"As soon as it can be got ready, for I am anxious to get on my way."
In ten more minutes he was in the saddle. In accordance with Mr. Ellerslie's promise, a serving-man on horseback was in readiness to show him the way as far as the Whinbarrow road. He did not part from Mrs. Dobson without asking her to convey to her master his warmest thanks for the hospitality which had been extended to him; nor did he forget to press a guinea into her palm, reluctant though she was to take it.
As he turned away from the house he gave it a long backward look. It was a two-storied domicile, plain to the verge of ugliness, built of roughly-hewn blocks of the dark gray stone of the country. Its walls were of great thickness, and it was roofed with huge slabs of slate, well fitted to withstand the fierce gales which assailed it during the winter months. It stood alone in the centre of a great plateau of stony, desolate moorland, which spread away on every side till it was lost in the distance. No other homestead or sign of man's occupancy or vicinage was anywhere visible. A narrow rutted lane, originally, no doubt, nothing more than a sheep track, passed close by it, seemingly coming from nowhere and leading to nowhere. Frank Nevill shuddered as he looked. What must it be like, he asked himself, to live there in winter? What man in his proper senses would think of building a house on such a spot? And yet Mr. Cope-Ellerslie seemed well satisfied to live there!
After traversing the lane for a matter of three or four miles, Frank and his conductor emerged on one of the great highways running due north and south. Crossing this, they found themselves after a little while in a tangle of country roads, among which a stranger would infallibly have lost himself. Frank's guide, however, evidently knew every foot of the way, and at the end of a couple of hours, at a point where the cross-road they had been traversing debouched into one much wider, he pulled up his horse and said: "This is the Whinbarrow road, sir; six miles straight ahead will bring you to Dunthale Prior. Do you wish me to go any further with you, sir?"
They were almost the first words the man had spoken, and Frank, as in honor bound, had refrained from putting any questions to him.
He now dismissed him with thanks and a little present for himself. Twenty minutes later he drew rein and dismounted at the first toll-bar, at which place it had been arranged that John Dyce should await his arrival.
And there honest John was, and a glad man was he to set eyes again on his young mistress. Never before had he passed so wretched a night. Fear and anxiety had rendered him half crazy, and had put all thought of sleep out of his head.
As already stated, the keeper of the toll-bar was a cousin of John Dyce; and Mrs. Nixon, his wife, now proceeded to show "Mr. Nevill" into a neat little bedroom. It was the last time that young gentleman was seen by mortal eye. At the end of half-an-hour Miss Baynard--stately and gracious, but with a defiant sparkle in her eye which seemed to say, "Challenge me who dare!"--issued from the chamber and made her way downstairs.
Miss Baynard reached Dene House on the stroke of noon, where she was warmly welcomed by Mr. Delafosse and his wife. The old bibliophile proved to be quite willing to exchange his gold stater of Epaticcus for the rare MS. on vellum which Nell had brought with her. Although genuinely grieved to receive such a bad account of his old friend, he could not help reminding himself that there were several rarities in Cortelyon's collection the possession of which he had long envied him. Well, we must all die some time, and as his friend's collection would be sure to come to the hammer, there would at length be a possibility of his becoming the owner of such articles as he especially coveted. All the more would they be valued by him for having been the property of a man he so highly esteemed.
After joining the Dene House family over their three o'clock dinner, Miss Baynard set out on her return, and, there being nothing this time to detain her on the road, Stanbrook was reached by dusk. As she rode up the avenue she glanced anxiously at the windows. Had the Squire been dead the blinds would have been drawn down. But there was no change in the usual aspect of the house, and it was with a relieved heart that she dismounted.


[Activity]: When you reach the line containing "List all visible" in the records below, set it down exactly, together with every later line through the end, but not the pictures.

[Entries from a visual dataset]
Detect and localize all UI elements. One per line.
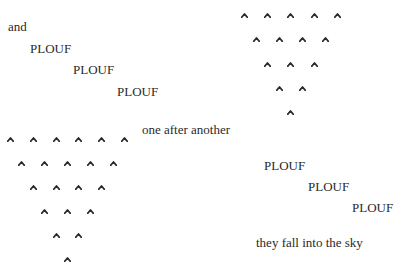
bottom-left-caret-icon: [30, 185, 37, 190]
top-right-caret-icon: [311, 62, 318, 67]
bottom-left-caret-icon: [53, 185, 60, 190]
bottom-left-caret-icon: [7, 137, 14, 142]
bottom-left-caret-icon: [75, 185, 82, 190]
bottom-left-caret-icon: [41, 209, 48, 214]
poem-line-plouf-1: PLOUF: [30, 42, 71, 56]
bottom-left-caret-icon: [110, 161, 117, 166]
top-right-caret-icon: [322, 37, 329, 42]
bottom-left-caret-icon: [53, 233, 60, 238]
bottom-left-caret-icon: [53, 137, 60, 142]
bottom-left-caret-icon: [75, 233, 82, 238]
bottom-left-caret-icon: [87, 209, 94, 214]
top-right-caret-icon: [241, 13, 248, 18]
top-right-caret-icon: [276, 37, 283, 42]
poem-line-one-after-another: one after another: [142, 123, 230, 137]
top-right-caret-icon: [334, 13, 341, 18]
bottom-left-caret-icon: [64, 161, 71, 166]
bottom-left-caret-icon: [30, 137, 37, 142]
top-right-caret-icon: [264, 62, 271, 67]
bottom-left-caret-icon: [87, 161, 94, 166]
bottom-left-caret-icon: [98, 185, 105, 190]
top-right-caret-icon: [299, 37, 306, 42]
bottom-left-caret-icon: [98, 137, 105, 142]
top-right-caret-icon: [276, 86, 283, 91]
top-right-caret-icon: [253, 37, 260, 42]
bottom-left-caret-icon: [18, 161, 25, 166]
top-right-caret-icon: [299, 86, 306, 91]
top-right-caret-icon: [311, 13, 318, 18]
top-right-caret-icon: [287, 62, 294, 67]
bottom-left-caret-icon: [64, 209, 71, 214]
bottom-left-caret-icon: [75, 137, 82, 142]
poem-line-plouf-2: PLOUF: [73, 63, 114, 77]
poem-line-and: and: [8, 20, 27, 34]
poem-line-plouf-3: PLOUF: [117, 85, 158, 99]
poem-line-plouf-6: PLOUF: [352, 201, 393, 215]
poem-line-plouf-4: PLOUF: [264, 159, 305, 173]
top-right-caret-icon: [287, 13, 294, 18]
poem-line-plouf-5: PLOUF: [308, 180, 349, 194]
top-right-caret-icon: [264, 13, 271, 18]
top-right-caret-icon: [287, 110, 294, 115]
poem-line-they-fall: they fall into the sky: [256, 236, 363, 250]
bottom-left-caret-icon: [64, 257, 71, 262]
bottom-left-caret-icon: [121, 137, 128, 142]
bottom-left-caret-icon: [41, 161, 48, 166]
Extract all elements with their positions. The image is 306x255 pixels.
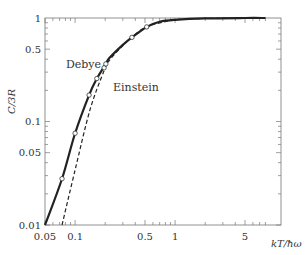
series	[45, 18, 265, 225]
x-axis-title: kT/ħω	[271, 238, 302, 249]
plot-frame	[45, 18, 281, 225]
x-tick-label: 0.5	[137, 231, 153, 242]
data-point-marker	[87, 93, 91, 97]
y-tick-label: 0.5	[25, 44, 41, 55]
y-tick-label: 0.05	[19, 147, 41, 158]
y-tick-label: 1	[35, 13, 41, 24]
x-tick-label: 0.05	[34, 231, 56, 242]
debye-label: Debye	[66, 58, 101, 71]
debye-curve	[45, 18, 265, 225]
data-point-marker	[73, 131, 77, 135]
einstein-curve	[62, 18, 265, 225]
y-axis-title: C/3R	[6, 89, 17, 114]
einstein-label: Einstein	[113, 81, 159, 94]
data-markers	[60, 25, 149, 181]
data-point-marker	[60, 177, 64, 181]
axes	[45, 18, 281, 225]
x-tick-label: 0.1	[67, 231, 83, 242]
data-point-marker	[95, 76, 99, 80]
data-point-marker	[130, 35, 134, 39]
data-point-marker	[145, 25, 149, 29]
x-tick-label: 5	[242, 231, 248, 242]
specific-heat-chart: 0.050.10.5150.010.050.10.51 Debye Einste…	[0, 0, 306, 255]
y-tick-label: 0.01	[19, 220, 41, 231]
ticks: 0.050.10.5150.010.050.10.51	[19, 13, 281, 243]
x-tick-label: 1	[172, 231, 178, 242]
data-point-marker	[104, 62, 108, 66]
y-tick-label: 0.1	[25, 116, 41, 127]
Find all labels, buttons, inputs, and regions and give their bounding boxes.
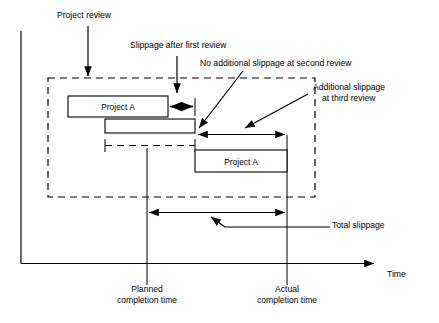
additional-slippage-label-line2: at third review: [322, 93, 376, 103]
actual-completion-label-line1: Actual: [275, 284, 299, 294]
actual-schedule-bar-label: Project A: [224, 157, 258, 167]
planned-completion-label-line2: completion time: [117, 295, 177, 305]
planned-schedule-bar-label: Project A: [101, 102, 135, 112]
actual-completion-label-line2: completion time: [257, 295, 317, 305]
project-review-label: Project review: [57, 10, 112, 20]
time-axis-label: Time: [387, 269, 406, 279]
diagram-text-layer: Project review Slippage after first revi…: [0, 0, 439, 323]
no-additional-slippage-label: No additional slippage at second review: [200, 58, 352, 68]
additional-slippage-label-line1: Additional slippage: [313, 82, 385, 92]
slippage-diagram: Project review Slippage after first revi…: [0, 0, 439, 323]
slippage-after-first-review-label: Slippage after first review: [130, 40, 227, 50]
total-slippage-label: Total slippage: [332, 220, 385, 230]
planned-completion-label-line1: Planned: [131, 284, 163, 294]
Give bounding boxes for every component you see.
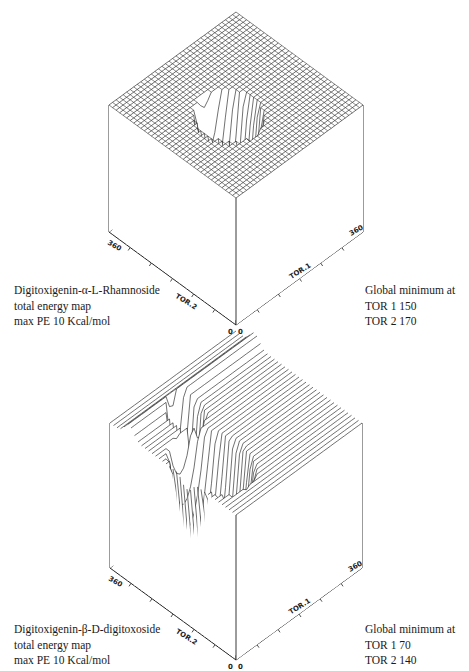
tor2-tick [129, 583, 131, 586]
tor1-tick [257, 645, 259, 648]
tor2-tick [150, 599, 152, 602]
tor2-max-tick-label: 360 [107, 575, 124, 589]
origin-tor1-label: 0 [238, 663, 243, 671]
tor1-tick [341, 583, 343, 586]
tor2-tick [213, 645, 215, 648]
global-min-tor2: TOR 2 140 [365, 653, 455, 669]
caption-left-digitoxoside: Digitoxigenin-β-D-digitoxoside total ene… [14, 622, 160, 669]
global-min-heading: Global minimum at [365, 622, 455, 638]
global-min-tor1: TOR 1 70 [365, 638, 455, 654]
tor1-tick [320, 599, 322, 602]
surface-plot-digitoxoside: 360360TOR.2TOR.100 [0, 0, 469, 671]
compound-name: Digitoxigenin-β-D-digitoxoside [14, 622, 160, 638]
max-pe: max PE 10 Kcal/mol [14, 653, 160, 669]
caption-right-digitoxoside: Global minimum at TOR 1 70 TOR 2 140 [365, 622, 455, 669]
origin-tor2-label: 0 [228, 663, 233, 671]
tor2-tick [171, 614, 173, 617]
tor1-tick [299, 614, 301, 617]
energy-map-digitoxoside: 360360TOR.2TOR.100 Digitoxigenin-β-D-dig… [0, 0, 469, 671]
tor1-tick [278, 629, 280, 632]
tor2-tick [192, 629, 194, 632]
map-type: total energy map [14, 638, 160, 654]
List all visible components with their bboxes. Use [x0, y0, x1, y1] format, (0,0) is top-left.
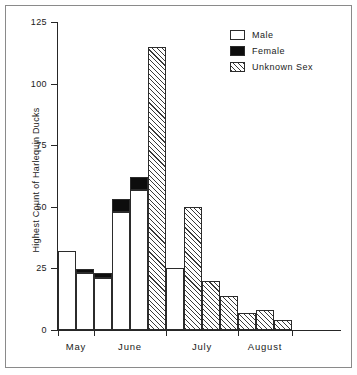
bar-segment-unknown-sex	[148, 47, 166, 330]
bar-segment-unknown-sex	[238, 313, 256, 330]
legend-label-male: Male	[252, 31, 274, 40]
y-tick-mark	[51, 330, 57, 331]
chart-legend: Male Female Unknown Sex	[230, 30, 313, 72]
bar-segment-unknown-sex	[184, 207, 202, 330]
y-tick-mark	[51, 268, 57, 269]
x-axis-group-label-august: August	[248, 342, 282, 352]
x-axis-group-label-june: June	[118, 342, 142, 352]
bar-segment-male	[58, 251, 76, 330]
bar-segment-male	[166, 268, 184, 330]
legend-swatch-male-icon	[230, 30, 245, 40]
bar-segment-unknown-sex	[274, 320, 292, 330]
x-tick-mark	[58, 330, 59, 336]
y-axis-title: Highest Count of Harlequin Ducks	[31, 80, 41, 280]
y-tick-mark	[51, 207, 57, 208]
bar-segment-male	[112, 212, 130, 330]
bar-segment-male	[94, 278, 112, 330]
y-tick-mark	[51, 84, 57, 85]
legend-item-male: Male	[230, 30, 313, 40]
x-axis-group-label-july: July	[192, 342, 212, 352]
x-tick-mark	[292, 330, 293, 336]
legend-swatch-unknown-sex-icon	[230, 62, 245, 72]
y-tick-label: 75	[7, 141, 47, 150]
y-tick-label: 100	[7, 80, 47, 89]
y-tick-label: 0	[7, 326, 47, 335]
bar-segment-unknown-sex	[256, 310, 274, 330]
y-tick-label: 50	[7, 203, 47, 212]
figure-canvas: Highest Count of Harlequin Ducks 0255075…	[0, 0, 357, 375]
bar-segment-female	[130, 177, 148, 189]
x-tick-mark	[238, 330, 239, 336]
x-tick-mark	[94, 330, 95, 336]
x-axis-line	[57, 330, 341, 331]
y-tick-mark	[51, 145, 57, 146]
legend-item-female: Female	[230, 46, 313, 56]
y-tick-label: 125	[7, 18, 47, 27]
y-tick-mark	[51, 22, 57, 23]
legend-label-female: Female	[252, 47, 285, 56]
bar-segment-unknown-sex	[220, 296, 238, 330]
bar-segment-female	[94, 273, 112, 278]
legend-label-unknown-sex: Unknown Sex	[252, 63, 313, 72]
bar-segment-unknown-sex	[202, 281, 220, 330]
legend-item-unknown-sex: Unknown Sex	[230, 62, 313, 72]
bar-segment-male	[130, 190, 148, 330]
x-axis-group-label-may: May	[66, 342, 86, 352]
bar-segment-female	[112, 199, 130, 211]
legend-swatch-female-icon	[230, 46, 245, 56]
bar-segment-male	[76, 273, 94, 330]
y-tick-label: 25	[7, 264, 47, 273]
x-tick-mark	[166, 330, 167, 336]
bar-segment-female	[76, 269, 94, 273]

[Result below]:
List all visible components with their bboxes. Use [x0, y0, x1, y1] format, (0,0) is top-left.
bar-segment-unknown-sex	[148, 47, 166, 330]
bar-segment-unknown-sex	[238, 313, 256, 330]
legend-label-male: Male	[252, 31, 274, 40]
y-tick-mark	[51, 330, 57, 331]
chart-legend: Male Female Unknown Sex	[230, 30, 313, 72]
bar-segment-unknown-sex	[184, 207, 202, 330]
y-tick-mark	[51, 268, 57, 269]
x-axis-group-label-august: August	[248, 342, 282, 352]
x-axis-group-label-june: June	[118, 342, 142, 352]
bar-segment-male	[58, 251, 76, 330]
bar-segment-male	[166, 268, 184, 330]
legend-swatch-male-icon	[230, 30, 245, 40]
bar-segment-unknown-sex	[274, 320, 292, 330]
x-tick-mark	[58, 330, 59, 336]
y-axis-title: Highest Count of Harlequin Ducks	[31, 80, 41, 280]
y-tick-mark	[51, 207, 57, 208]
bar-segment-male	[112, 212, 130, 330]
bar-segment-male	[94, 278, 112, 330]
y-tick-mark	[51, 84, 57, 85]
legend-item-male: Male	[230, 30, 313, 40]
x-axis-group-label-july: July	[192, 342, 212, 352]
x-tick-mark	[292, 330, 293, 336]
legend-swatch-unknown-sex-icon	[230, 62, 245, 72]
y-tick-label: 75	[7, 141, 47, 150]
y-tick-label: 100	[7, 80, 47, 89]
y-tick-label: 0	[7, 326, 47, 335]
bar-segment-unknown-sex	[256, 310, 274, 330]
y-tick-label: 50	[7, 203, 47, 212]
figure-canvas: Highest Count of Harlequin Ducks 0255075…	[0, 0, 357, 375]
bar-segment-female	[130, 177, 148, 189]
x-tick-mark	[238, 330, 239, 336]
x-tick-mark	[94, 330, 95, 336]
x-axis-line	[57, 330, 341, 331]
y-tick-mark	[51, 145, 57, 146]
legend-item-female: Female	[230, 46, 313, 56]
y-tick-label: 125	[7, 18, 47, 27]
y-tick-mark	[51, 22, 57, 23]
legend-label-female: Female	[252, 47, 285, 56]
bar-segment-unknown-sex	[220, 296, 238, 330]
bar-segment-female	[94, 273, 112, 278]
legend-label-unknown-sex: Unknown Sex	[252, 63, 313, 72]
bar-segment-unknown-sex	[202, 281, 220, 330]
legend-item-unknown-sex: Unknown Sex	[230, 62, 313, 72]
bar-segment-male	[130, 190, 148, 330]
x-axis-group-label-may: May	[66, 342, 86, 352]
bar-segment-female	[112, 199, 130, 211]
legend-swatch-female-icon	[230, 46, 245, 56]
bar-segment-male	[76, 273, 94, 330]
y-tick-label: 25	[7, 264, 47, 273]
x-tick-mark	[166, 330, 167, 336]
bar-segment-female	[76, 269, 94, 273]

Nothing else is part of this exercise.